For the past five years Maus has been executive director of the Minnesota Marine Art Museum (MMAM) in Winona where he oversaw two major expansions, boosted attendance by 32 percent, and brought in more than $330,000 in grants for artist programs, education and exhibitions.

During Maus' tenure, the Winona institution garnered significant attention for spectacular purchases of pricey art paid for by the museum's founders and chief backers, Mary Burrichter and her husband, Robert "Bob" Kierlin whose $700 million fortune originated with Fastenal, a $15 billion hardware-supply company Kierlin founded in Winona.

Earlier this month Burrichter and Kierlin paid $5.9 milllion at Sotheby's in New York for "The Great Florida Sunset," by Martin Johnson Heade, an auction record for the artist, A year ago they purchased, for an undisclosed amount, one of only two surviving versions of "Washington Crossing the Delaware," Emanuel Leutze's famous depiction of the founding father standing in a row boat as a ragtag bunch of patriots oar through ice foes on a surprise midnight attack during the Revolutionary War. And in 2013, the couple unveiled at the museum a rare Gauguin and a $4.5 million painting by J.M.W. Turner.

The purchases by Burrichter and Kierlin have put the Winona institution on the national art map, even though they typically retain ownership of the art and simply loan it to the museum.

Maus has deep roots in North Dakota where he was born and raised in Dickinson. He first worked at the Plains Art Museum while in college at Minnesota State University in nearby Moorhead, MN from which he graduated in 2002 with a degree in studio arts. He also earned a M.S. degree in public administration and nonprofit management from the Moorhead university in 2011.

Maus' attachment to the Plains museum grew when he worked there from 2006 to 2010, holding various posts as director of education, curator of public programming, and curator of exhibitions. In 2010 he moved to Winona to run the Marine Art Museum.

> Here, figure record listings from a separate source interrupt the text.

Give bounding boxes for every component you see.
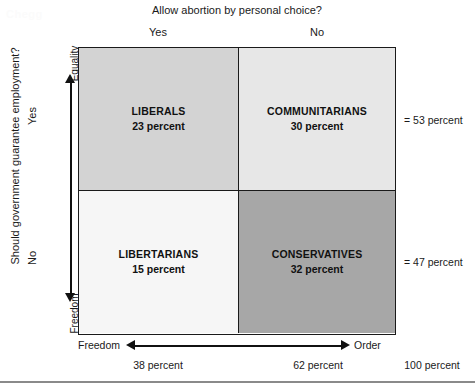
column-axis-title: Allow abortion by personal choice? [78, 4, 396, 16]
row-head-no: No [26, 238, 38, 278]
quadrant-value: 15 percent [132, 262, 185, 277]
quadrant-label: COMMUNITARIANS [267, 104, 367, 119]
quadrant-label: CONSERVATIVES [272, 247, 363, 262]
quadrant-liberals[interactable]: LIBERALS 23 percent [79, 48, 239, 191]
chart-canvas: Chegg Allow abortion by personal choice?… [0, 0, 475, 390]
column-total-no: 62 percent [268, 359, 368, 371]
row-total-bottom: = 47 percent [404, 256, 463, 268]
quadrant-conservatives[interactable]: CONSERVATIVES 32 percent [239, 191, 395, 333]
footer-divider [0, 381, 475, 383]
row-axis-title: Should government guarantee employment? [9, 26, 21, 286]
quadrant-value: 32 percent [291, 262, 344, 277]
quadrant-grid: LIBERALS 23 percent COMMUNITARIANS 30 pe… [78, 47, 396, 335]
axis-shaft [70, 81, 72, 295]
quadrant-libertarians[interactable]: LIBERTARIANS 15 percent [79, 191, 239, 333]
grand-total: 100 percent [390, 359, 474, 371]
arrow-right-icon [341, 340, 350, 350]
quadrant-value: 23 percent [132, 119, 185, 134]
quadrant-label: LIBERTARIANS [119, 247, 199, 262]
row-total-top: = 53 percent [404, 114, 463, 126]
horizontal-axis-pole-right: Order [354, 339, 381, 351]
horizontal-axis-arrow-icon [126, 339, 350, 352]
quadrant-value: 30 percent [291, 119, 344, 134]
quadrant-communitarians[interactable]: COMMUNITARIANS 30 percent [239, 48, 395, 191]
watermark: Chegg [6, 8, 43, 20]
quadrant-label: LIBERALS [131, 104, 185, 119]
vertical-axis-arrow-icon [64, 74, 77, 302]
column-total-yes: 38 percent [108, 359, 208, 371]
axis-shaft [133, 345, 343, 347]
column-head-no: No [238, 26, 396, 38]
row-head-yes: Yes [26, 96, 38, 136]
column-head-yes: Yes [78, 26, 238, 38]
horizontal-axis-pole-left: Freedom [78, 339, 120, 351]
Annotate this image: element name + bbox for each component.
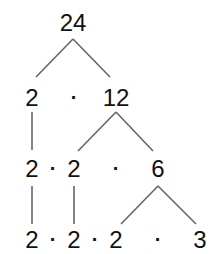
- node-2: 2: [25, 155, 38, 182]
- node-6: 6: [151, 155, 164, 182]
- branch-6-to-2: [121, 186, 158, 224]
- dot-operator: ·: [50, 228, 57, 250]
- factor-tree-diagram: 24 2 · 12 2 · 2 · 6 2 · 2 · 2 · 3: [0, 0, 217, 254]
- node-2: 2: [25, 84, 38, 111]
- branch-24-to-2: [36, 39, 73, 77]
- dot-operator: ·: [155, 228, 162, 250]
- node-12: 12: [103, 84, 130, 111]
- node-2: 2: [67, 155, 80, 182]
- branch-24-to-12: [73, 39, 110, 77]
- branch-12-to-2: [78, 112, 116, 151]
- node-2: 2: [67, 226, 80, 253]
- node-2: 2: [25, 226, 38, 253]
- tree-branches: [32, 39, 196, 224]
- node-2: 2: [109, 226, 122, 253]
- dot-operator: ·: [50, 157, 57, 179]
- node-24: 24: [60, 9, 87, 36]
- factor-tree-canvas: 24 2 · 12 2 · 2 · 6 2 · 2 · 2 · 3: [0, 0, 217, 254]
- branch-6-to-3: [158, 186, 196, 224]
- dot-operator: ·: [71, 86, 78, 108]
- dot-operator: ·: [113, 157, 120, 179]
- dot-operator: ·: [92, 228, 99, 250]
- node-3: 3: [193, 226, 206, 253]
- branch-12-to-6: [116, 112, 153, 151]
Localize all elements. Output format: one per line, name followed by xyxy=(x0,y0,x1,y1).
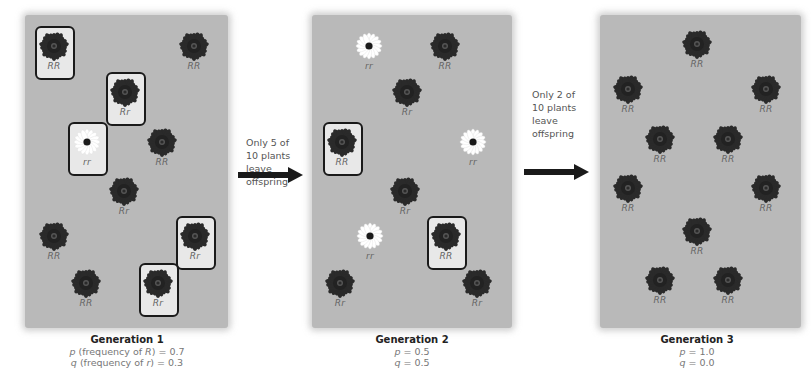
white-flower-icon xyxy=(71,126,103,158)
red-flower-icon xyxy=(644,264,676,296)
plant: RR xyxy=(176,30,216,80)
plant: RR xyxy=(36,220,76,270)
plant: rr xyxy=(351,30,391,80)
red-flower-icon xyxy=(326,126,358,158)
right-arrow-icon xyxy=(524,164,590,180)
plant: RR xyxy=(642,123,682,173)
generation-2-title: Generation 2 xyxy=(302,334,522,345)
red-flower-icon xyxy=(681,215,713,247)
plant: RR xyxy=(427,30,467,80)
genotype-label: Rr xyxy=(387,206,423,216)
plant-selected: rr xyxy=(69,126,109,176)
genotype-label: Rr xyxy=(106,206,142,216)
plant: RR xyxy=(748,172,788,222)
red-flower-icon xyxy=(108,175,140,207)
genotype-label: RR xyxy=(427,61,463,71)
genotype-label: RR xyxy=(36,61,72,71)
plant: RR xyxy=(68,267,108,317)
genotype-label: rr xyxy=(455,157,491,167)
transition-2-text: Only 2 of 10 plants leave offspring xyxy=(532,88,612,140)
genotype-label: RR xyxy=(748,104,784,114)
plant: RR xyxy=(748,73,788,123)
red-flower-icon xyxy=(70,267,102,299)
white-flower-icon xyxy=(353,30,385,62)
genotype-label: RR xyxy=(610,104,646,114)
plant: Rr xyxy=(322,267,362,317)
generation-1-q-line: q (frequency of r) = 0.3 xyxy=(17,357,237,368)
red-flower-icon xyxy=(461,267,493,299)
plant-selected: Rr xyxy=(107,76,147,126)
red-flower-icon xyxy=(612,172,644,204)
genotype-label: Rr xyxy=(389,107,425,117)
generation-3-p-line: p = 1.0 xyxy=(587,346,807,357)
genotype-label: Rr xyxy=(107,107,143,117)
red-flower-icon xyxy=(179,220,211,252)
red-flower-icon xyxy=(142,267,174,299)
genotype-label: RR xyxy=(144,157,180,167)
right-arrow-icon xyxy=(238,167,304,183)
generation-3-title: Generation 3 xyxy=(587,334,807,345)
transition-2-arrow-wrap xyxy=(524,164,604,180)
transition-1-arrow-wrap xyxy=(238,167,318,183)
generation-2-p-line: p = 0.5 xyxy=(302,346,522,357)
red-flower-icon xyxy=(146,126,178,158)
red-flower-icon xyxy=(750,73,782,105)
genotype-label: RR xyxy=(679,246,715,256)
genotype-label: RR xyxy=(176,61,212,71)
genotype-label: Rr xyxy=(459,298,495,308)
plant: RR xyxy=(610,172,650,222)
plant: RR xyxy=(710,123,750,173)
plant: RR xyxy=(610,73,650,123)
genotype-label: RR xyxy=(428,251,464,261)
genotype-label: Rr xyxy=(177,251,213,261)
plant: RR xyxy=(679,28,719,78)
red-flower-icon xyxy=(324,267,356,299)
red-flower-icon xyxy=(38,30,70,62)
genotype-label: RR xyxy=(642,154,678,164)
plant-selected: Rr xyxy=(177,220,217,270)
red-flower-icon xyxy=(712,264,744,296)
red-flower-icon xyxy=(38,220,70,252)
plant: Rr xyxy=(389,76,429,126)
genotype-label: Rr xyxy=(140,298,176,308)
plant: Rr xyxy=(459,267,499,317)
plant: RR xyxy=(679,215,719,265)
generation-2-caption: Generation 2 p = 0.5 q = 0.5 xyxy=(302,334,522,368)
genotype-label: RR xyxy=(324,157,360,167)
genotype-label: RR xyxy=(710,154,746,164)
plant-selected: RR xyxy=(36,30,76,80)
red-flower-icon xyxy=(430,220,462,252)
plant: rr xyxy=(455,126,495,176)
genotype-label: RR xyxy=(642,295,678,305)
red-flower-icon xyxy=(681,28,713,60)
transition-1: Only 5 of 10 plants leave offspring xyxy=(246,136,326,196)
transition-2: Only 2 of 10 plants leave offspring xyxy=(532,88,612,148)
generation-1-caption: Generation 1 p (frequency of R) = 0.7 q … xyxy=(17,334,237,368)
genotype-label: Rr xyxy=(322,298,358,308)
plant: Rr xyxy=(106,175,146,225)
plant: RR xyxy=(144,126,184,176)
genotype-label: RR xyxy=(610,203,646,213)
white-flower-icon xyxy=(457,126,489,158)
plant: RR xyxy=(710,264,750,314)
genotype-label: RR xyxy=(68,298,104,308)
plant: Rr xyxy=(387,175,427,225)
red-flower-icon xyxy=(178,30,210,62)
genotype-label: RR xyxy=(710,295,746,305)
red-flower-icon xyxy=(712,123,744,155)
plant-selected: RR xyxy=(428,220,468,270)
generation-3-caption: Generation 3 p = 1.0 q = 0.0 xyxy=(587,334,807,368)
red-flower-icon xyxy=(644,123,676,155)
plant-selected: RR xyxy=(324,126,364,176)
white-flower-icon xyxy=(354,220,386,252)
generation-1-p-line: p (frequency of R) = 0.7 xyxy=(17,346,237,357)
red-flower-icon xyxy=(109,76,141,108)
generation-3-q-line: q = 0.0 xyxy=(587,357,807,368)
genotype-label: rr xyxy=(352,251,388,261)
red-flower-icon xyxy=(429,30,461,62)
plant-selected: Rr xyxy=(140,267,180,317)
genotype-label: RR xyxy=(36,251,72,261)
genotype-label: RR xyxy=(679,59,715,69)
red-flower-icon xyxy=(391,76,423,108)
red-flower-icon xyxy=(389,175,421,207)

"This is a dream opportunity for me to lead the organization that inspired my love of museums," Maus said of the Plains job. "It's also an opportunity to return to the community that I consider home. I am eager to begin to work with the philanthropic community, artists, and the museum's staff and board to make Fargo-Moorhead the economic and cultural center of the Dakotas and Western Minnesota."

He follows Colleen Sheehy who ran the Fargo institution from 2008 until July 2015 when she returned to her former base in the Twin Cities to become president and executive director of Public Art St. Paul. Mark Henze, the Plains' Chief Financial Officer, stepped in as interim director after Sheehy's departure.